On 25May2014 13:47, Nagy László Zsolt <gand...@shopzeus.com> wrote:
This might be a silly question. Documentation of os.stat:

The exact meaning and resolution of the st_atime, st_mtime, and st_ctime attributes depend on the operating system and the file system. For example, on Windows systems using the FAT or FAT32 file systems, st_mtime has 2-second resolution, and st_atime has only 1-day resolution. See your operating system documentation for details.
So it says that the meaning is platform dependent.

But here is something interesting. Supposedly, os.stat(fpath).st_mtime and os.path.getmtime(path) return the same thing. The documentation of os.path.getmtime says that it "returns the number of seconds since the epoch". And the time module says that "To find out what the epoch is, look at gmtime(0)". And the documentation of gmtime says that it converts the given value to a struct_time *that is in UTC*.

If the above are true, then as far as I can see, the meaning of st_mtime is NOT platform dependent. It always means the number of seconds elapsed since the epoch in UTC.

You have conflated two things here.

The "offset since the epoch" is a number of seconds since a (platform dependent) epoch: the "start of time" for the OS time counters on that system.

It has _nothing_ to do with UTC.

As far as st_atime and friends go, the epoch itself is platform dependent and so is the resolution (FAT filesystems having lower precision than might seem sane, probably to get a longer time range from a small field).

The field names come from POSIX, which comes from UNIX. The .st_atime etc field names are still presented on Windows to make code more portable. But Windows has a different epoch (UNIX time starts at the beginning of 1 January 1970; that is its "epoch").

The gmtime() function takes the platform dependent offset-from-epoch and gives you a struct_time, which has human friendly date and hours/minutes/etc fields. These necessarily must be in a timezone, and UTC is a common frame of reference and the zone returned by gmtime() ("gmt" means GMT, Greenwich Mean Time, which is close to a synonym for UTC).

Between Windows and UNIX, the differences are the resolution and the epoch.

UTC is not platform dependent and not called so by the doco. That also makes it a useful zone to pass around in some contexts.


For the word "fdfdfd", search the records and show each line in which it occurs.

Data for the task
BEGIN

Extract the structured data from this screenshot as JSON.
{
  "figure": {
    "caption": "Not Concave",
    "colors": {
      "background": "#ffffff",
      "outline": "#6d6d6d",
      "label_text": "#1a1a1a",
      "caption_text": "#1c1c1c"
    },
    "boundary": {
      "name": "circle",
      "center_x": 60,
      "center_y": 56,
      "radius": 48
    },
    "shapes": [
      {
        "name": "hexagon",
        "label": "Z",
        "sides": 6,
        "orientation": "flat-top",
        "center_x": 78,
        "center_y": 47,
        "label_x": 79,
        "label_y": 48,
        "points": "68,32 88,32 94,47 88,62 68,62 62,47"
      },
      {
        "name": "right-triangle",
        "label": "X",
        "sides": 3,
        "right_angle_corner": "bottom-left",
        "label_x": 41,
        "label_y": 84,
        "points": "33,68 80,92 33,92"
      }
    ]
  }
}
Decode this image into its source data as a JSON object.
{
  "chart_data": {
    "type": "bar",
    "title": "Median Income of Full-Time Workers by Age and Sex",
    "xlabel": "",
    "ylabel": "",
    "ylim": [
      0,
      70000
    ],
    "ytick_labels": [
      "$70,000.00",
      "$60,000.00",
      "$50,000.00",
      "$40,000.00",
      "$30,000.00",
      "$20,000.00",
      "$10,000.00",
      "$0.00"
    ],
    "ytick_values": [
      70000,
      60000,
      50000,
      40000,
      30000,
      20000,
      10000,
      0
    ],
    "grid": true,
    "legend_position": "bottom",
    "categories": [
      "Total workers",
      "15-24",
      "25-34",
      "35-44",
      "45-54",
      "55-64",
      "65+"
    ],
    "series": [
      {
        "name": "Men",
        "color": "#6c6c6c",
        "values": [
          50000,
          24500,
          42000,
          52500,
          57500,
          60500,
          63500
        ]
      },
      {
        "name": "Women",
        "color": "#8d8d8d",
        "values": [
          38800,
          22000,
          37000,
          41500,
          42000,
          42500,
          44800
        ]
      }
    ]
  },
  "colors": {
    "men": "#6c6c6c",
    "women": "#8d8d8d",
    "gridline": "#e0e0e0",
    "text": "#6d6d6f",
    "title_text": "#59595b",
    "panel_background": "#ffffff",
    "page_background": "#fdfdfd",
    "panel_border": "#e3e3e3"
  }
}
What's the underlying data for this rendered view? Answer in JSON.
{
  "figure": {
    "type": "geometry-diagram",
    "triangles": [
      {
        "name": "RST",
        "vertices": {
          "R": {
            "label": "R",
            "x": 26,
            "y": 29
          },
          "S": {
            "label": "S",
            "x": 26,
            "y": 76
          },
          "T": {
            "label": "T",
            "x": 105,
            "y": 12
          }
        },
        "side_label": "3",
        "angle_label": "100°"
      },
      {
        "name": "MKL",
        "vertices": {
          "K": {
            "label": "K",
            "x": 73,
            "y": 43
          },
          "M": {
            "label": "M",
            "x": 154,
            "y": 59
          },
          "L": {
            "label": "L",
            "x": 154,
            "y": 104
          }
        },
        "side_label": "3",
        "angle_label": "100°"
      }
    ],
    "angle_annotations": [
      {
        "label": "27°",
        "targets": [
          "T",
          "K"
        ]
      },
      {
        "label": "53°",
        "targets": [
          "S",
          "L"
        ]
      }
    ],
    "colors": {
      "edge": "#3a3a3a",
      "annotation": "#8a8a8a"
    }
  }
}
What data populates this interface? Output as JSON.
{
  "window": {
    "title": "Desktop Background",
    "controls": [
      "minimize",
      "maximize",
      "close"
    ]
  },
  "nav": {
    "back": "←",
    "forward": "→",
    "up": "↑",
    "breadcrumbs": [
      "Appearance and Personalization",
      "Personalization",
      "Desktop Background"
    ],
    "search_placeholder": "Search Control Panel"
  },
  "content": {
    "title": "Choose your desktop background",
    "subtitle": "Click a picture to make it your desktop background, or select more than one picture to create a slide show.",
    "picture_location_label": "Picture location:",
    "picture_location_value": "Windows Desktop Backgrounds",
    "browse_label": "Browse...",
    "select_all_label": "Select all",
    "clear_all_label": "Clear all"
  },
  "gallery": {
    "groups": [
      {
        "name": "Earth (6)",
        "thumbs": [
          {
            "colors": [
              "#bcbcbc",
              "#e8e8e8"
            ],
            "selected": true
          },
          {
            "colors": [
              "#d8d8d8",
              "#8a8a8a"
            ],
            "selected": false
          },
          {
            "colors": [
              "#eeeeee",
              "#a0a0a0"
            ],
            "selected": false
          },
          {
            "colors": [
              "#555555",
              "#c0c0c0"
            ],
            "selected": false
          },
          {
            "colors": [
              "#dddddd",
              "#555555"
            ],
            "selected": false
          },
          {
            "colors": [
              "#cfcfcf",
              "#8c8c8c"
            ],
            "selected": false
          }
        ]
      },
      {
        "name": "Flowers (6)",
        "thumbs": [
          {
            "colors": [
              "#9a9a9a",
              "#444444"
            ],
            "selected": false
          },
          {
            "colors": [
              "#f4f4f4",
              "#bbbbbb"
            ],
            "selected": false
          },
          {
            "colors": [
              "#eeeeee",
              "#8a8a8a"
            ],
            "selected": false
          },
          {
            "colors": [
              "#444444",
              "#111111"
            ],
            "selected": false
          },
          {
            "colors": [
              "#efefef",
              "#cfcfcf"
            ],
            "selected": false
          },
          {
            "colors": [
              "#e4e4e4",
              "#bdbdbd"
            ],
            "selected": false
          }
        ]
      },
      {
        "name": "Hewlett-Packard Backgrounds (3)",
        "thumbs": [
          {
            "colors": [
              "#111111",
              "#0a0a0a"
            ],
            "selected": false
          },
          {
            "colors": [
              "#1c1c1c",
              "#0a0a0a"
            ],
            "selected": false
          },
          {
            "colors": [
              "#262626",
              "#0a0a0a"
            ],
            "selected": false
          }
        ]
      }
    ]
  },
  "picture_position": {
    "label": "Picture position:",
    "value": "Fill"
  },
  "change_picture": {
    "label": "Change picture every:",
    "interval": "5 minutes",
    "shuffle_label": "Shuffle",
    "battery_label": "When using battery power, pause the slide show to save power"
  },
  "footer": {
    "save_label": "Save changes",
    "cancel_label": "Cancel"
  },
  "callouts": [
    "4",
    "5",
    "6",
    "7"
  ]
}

END
BEGIN

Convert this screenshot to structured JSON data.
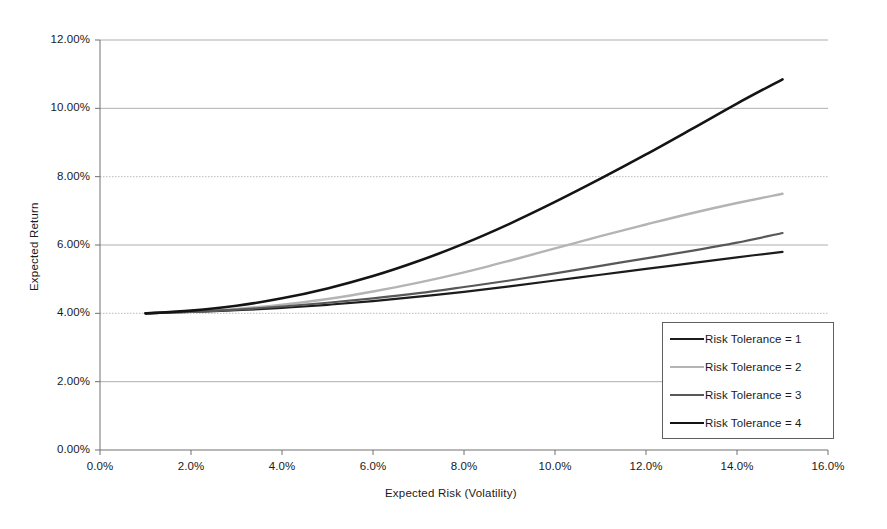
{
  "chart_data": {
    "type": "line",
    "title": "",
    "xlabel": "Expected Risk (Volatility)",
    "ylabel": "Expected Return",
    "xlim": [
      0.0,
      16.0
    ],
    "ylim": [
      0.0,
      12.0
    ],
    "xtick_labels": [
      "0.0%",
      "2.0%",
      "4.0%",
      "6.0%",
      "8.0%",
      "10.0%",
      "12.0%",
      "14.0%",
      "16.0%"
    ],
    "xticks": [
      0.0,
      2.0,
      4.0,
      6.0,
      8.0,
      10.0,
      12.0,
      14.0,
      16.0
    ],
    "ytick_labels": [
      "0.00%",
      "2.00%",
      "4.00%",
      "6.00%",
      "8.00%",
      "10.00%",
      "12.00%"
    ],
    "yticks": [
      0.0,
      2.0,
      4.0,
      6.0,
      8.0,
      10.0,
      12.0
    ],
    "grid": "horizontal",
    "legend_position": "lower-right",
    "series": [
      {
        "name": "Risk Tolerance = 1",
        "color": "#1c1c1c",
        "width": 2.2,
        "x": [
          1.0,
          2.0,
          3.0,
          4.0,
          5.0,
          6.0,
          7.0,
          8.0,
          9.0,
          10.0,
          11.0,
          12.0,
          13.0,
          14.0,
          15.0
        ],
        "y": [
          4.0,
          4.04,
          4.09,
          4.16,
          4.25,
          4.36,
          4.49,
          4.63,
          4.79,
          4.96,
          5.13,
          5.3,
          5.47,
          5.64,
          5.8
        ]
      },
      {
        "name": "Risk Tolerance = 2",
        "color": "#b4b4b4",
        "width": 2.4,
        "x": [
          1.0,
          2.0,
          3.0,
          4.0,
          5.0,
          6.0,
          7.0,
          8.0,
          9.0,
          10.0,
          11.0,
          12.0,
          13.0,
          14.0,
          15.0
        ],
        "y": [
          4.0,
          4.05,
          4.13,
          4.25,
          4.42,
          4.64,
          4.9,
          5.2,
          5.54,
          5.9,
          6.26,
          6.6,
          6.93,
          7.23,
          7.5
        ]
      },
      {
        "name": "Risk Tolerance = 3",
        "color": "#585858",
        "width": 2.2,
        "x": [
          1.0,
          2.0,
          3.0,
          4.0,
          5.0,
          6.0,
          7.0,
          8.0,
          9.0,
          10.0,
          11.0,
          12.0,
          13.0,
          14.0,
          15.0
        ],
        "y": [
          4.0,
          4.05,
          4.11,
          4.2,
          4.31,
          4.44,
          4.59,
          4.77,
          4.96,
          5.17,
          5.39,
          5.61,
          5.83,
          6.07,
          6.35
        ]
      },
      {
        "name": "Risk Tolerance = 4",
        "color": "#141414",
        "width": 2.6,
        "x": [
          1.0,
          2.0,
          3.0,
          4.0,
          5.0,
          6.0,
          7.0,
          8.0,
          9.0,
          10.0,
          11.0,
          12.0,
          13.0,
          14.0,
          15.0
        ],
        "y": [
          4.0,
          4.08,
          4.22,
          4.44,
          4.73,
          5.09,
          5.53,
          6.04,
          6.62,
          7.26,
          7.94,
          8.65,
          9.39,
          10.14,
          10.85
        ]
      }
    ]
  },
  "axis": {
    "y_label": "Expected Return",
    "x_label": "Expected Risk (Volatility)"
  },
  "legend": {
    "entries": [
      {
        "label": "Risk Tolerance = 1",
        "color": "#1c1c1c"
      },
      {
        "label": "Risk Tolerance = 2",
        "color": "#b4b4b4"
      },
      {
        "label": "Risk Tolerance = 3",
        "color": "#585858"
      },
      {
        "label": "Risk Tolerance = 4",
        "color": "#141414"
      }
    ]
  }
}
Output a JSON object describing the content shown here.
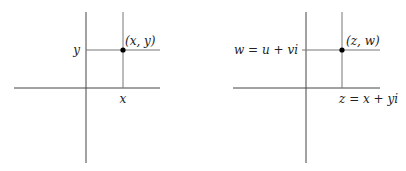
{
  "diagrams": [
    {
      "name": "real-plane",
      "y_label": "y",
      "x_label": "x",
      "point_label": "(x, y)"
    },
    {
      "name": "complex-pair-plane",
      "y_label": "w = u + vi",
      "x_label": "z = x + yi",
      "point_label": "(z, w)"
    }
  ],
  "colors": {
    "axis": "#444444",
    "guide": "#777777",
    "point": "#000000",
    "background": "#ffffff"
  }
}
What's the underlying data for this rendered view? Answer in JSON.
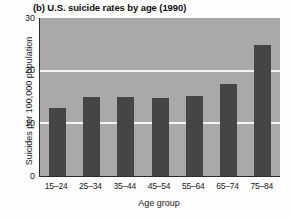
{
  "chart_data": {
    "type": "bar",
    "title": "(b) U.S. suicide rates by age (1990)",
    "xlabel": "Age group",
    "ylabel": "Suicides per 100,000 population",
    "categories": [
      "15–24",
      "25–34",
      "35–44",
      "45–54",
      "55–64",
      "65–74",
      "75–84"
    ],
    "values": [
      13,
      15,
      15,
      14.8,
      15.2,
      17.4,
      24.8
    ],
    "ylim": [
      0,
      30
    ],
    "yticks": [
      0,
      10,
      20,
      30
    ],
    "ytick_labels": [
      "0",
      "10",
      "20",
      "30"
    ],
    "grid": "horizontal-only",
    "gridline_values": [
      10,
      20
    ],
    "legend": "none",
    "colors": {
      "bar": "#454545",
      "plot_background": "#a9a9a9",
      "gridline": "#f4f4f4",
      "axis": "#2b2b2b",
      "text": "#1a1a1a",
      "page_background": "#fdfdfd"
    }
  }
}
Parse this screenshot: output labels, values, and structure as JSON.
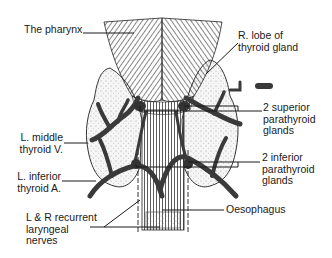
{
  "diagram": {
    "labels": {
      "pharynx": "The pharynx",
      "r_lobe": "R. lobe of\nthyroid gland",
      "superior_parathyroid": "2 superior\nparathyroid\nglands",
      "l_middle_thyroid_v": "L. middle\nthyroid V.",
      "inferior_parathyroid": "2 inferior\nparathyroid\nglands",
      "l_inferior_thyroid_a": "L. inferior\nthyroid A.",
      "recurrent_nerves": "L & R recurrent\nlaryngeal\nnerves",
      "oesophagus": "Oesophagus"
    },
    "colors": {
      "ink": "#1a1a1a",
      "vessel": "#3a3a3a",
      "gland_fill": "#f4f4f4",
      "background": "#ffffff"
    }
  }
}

END
BEGIN

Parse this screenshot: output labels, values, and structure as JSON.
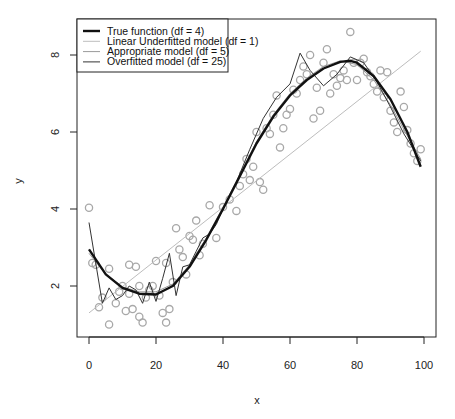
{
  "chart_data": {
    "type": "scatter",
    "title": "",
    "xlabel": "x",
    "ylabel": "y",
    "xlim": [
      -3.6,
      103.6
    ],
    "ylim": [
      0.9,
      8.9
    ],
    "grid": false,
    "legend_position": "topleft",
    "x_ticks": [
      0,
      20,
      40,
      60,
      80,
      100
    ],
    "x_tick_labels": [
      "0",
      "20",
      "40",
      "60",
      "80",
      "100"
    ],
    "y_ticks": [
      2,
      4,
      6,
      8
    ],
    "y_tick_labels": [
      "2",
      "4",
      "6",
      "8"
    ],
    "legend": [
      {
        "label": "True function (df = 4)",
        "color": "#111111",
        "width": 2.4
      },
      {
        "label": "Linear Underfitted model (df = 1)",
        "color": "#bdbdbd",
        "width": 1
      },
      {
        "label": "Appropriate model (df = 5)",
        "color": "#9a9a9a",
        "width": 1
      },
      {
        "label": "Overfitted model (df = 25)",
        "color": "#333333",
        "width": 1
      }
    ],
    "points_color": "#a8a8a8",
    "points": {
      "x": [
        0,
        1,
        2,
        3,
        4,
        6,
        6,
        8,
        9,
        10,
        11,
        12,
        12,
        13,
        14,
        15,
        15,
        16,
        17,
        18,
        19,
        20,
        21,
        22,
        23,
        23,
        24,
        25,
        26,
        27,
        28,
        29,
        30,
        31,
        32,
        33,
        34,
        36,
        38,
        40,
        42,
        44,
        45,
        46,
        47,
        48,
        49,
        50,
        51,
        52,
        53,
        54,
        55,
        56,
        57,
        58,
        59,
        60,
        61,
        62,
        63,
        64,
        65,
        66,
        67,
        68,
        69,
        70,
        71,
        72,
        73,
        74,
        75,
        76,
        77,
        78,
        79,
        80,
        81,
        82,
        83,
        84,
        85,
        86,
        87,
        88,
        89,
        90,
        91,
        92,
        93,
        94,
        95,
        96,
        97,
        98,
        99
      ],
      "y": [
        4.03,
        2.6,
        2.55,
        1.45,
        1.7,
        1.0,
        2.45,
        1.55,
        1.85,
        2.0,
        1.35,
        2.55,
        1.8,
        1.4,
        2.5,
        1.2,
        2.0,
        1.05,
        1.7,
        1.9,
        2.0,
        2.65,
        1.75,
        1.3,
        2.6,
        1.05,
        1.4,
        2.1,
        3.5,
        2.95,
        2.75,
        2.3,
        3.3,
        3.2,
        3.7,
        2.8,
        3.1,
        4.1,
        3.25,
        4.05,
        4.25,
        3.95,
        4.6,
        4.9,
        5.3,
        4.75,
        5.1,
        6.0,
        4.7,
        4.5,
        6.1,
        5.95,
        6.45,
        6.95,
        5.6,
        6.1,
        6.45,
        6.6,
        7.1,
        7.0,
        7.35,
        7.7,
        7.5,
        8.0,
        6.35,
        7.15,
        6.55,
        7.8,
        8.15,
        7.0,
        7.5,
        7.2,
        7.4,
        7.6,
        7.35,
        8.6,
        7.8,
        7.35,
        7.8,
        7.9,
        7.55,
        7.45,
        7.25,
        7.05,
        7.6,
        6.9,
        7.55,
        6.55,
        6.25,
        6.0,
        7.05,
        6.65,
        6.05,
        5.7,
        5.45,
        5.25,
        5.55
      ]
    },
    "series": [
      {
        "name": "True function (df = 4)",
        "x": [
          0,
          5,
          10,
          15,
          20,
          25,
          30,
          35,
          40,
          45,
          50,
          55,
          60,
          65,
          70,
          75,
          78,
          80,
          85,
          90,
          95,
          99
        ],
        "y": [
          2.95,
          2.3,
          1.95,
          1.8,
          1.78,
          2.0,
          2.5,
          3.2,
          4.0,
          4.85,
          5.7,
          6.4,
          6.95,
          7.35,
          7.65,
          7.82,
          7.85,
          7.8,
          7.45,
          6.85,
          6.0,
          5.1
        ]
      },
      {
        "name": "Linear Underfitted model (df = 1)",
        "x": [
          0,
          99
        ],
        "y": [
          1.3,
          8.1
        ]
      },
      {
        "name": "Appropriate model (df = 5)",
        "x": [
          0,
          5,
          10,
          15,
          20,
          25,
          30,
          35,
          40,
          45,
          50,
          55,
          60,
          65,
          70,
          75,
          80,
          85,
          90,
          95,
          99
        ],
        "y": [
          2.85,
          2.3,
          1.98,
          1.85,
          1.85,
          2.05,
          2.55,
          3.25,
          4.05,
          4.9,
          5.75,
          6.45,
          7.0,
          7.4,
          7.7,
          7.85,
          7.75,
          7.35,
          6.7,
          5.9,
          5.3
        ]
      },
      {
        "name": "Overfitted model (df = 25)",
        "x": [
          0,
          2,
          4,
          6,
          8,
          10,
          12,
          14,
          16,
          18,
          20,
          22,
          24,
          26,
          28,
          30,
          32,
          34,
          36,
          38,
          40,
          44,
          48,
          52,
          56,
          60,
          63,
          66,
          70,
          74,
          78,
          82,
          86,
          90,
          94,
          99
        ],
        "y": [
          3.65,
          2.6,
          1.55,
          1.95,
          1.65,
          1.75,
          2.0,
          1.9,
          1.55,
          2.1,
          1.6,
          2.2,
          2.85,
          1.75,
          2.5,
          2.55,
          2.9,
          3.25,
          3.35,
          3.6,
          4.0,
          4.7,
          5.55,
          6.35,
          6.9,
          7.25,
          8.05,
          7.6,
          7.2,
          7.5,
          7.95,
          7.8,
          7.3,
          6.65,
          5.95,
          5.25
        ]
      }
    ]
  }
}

END

Answer for this exercise
    "page_background": "#fdfdfd",
      "page_background": "#fdfdfd"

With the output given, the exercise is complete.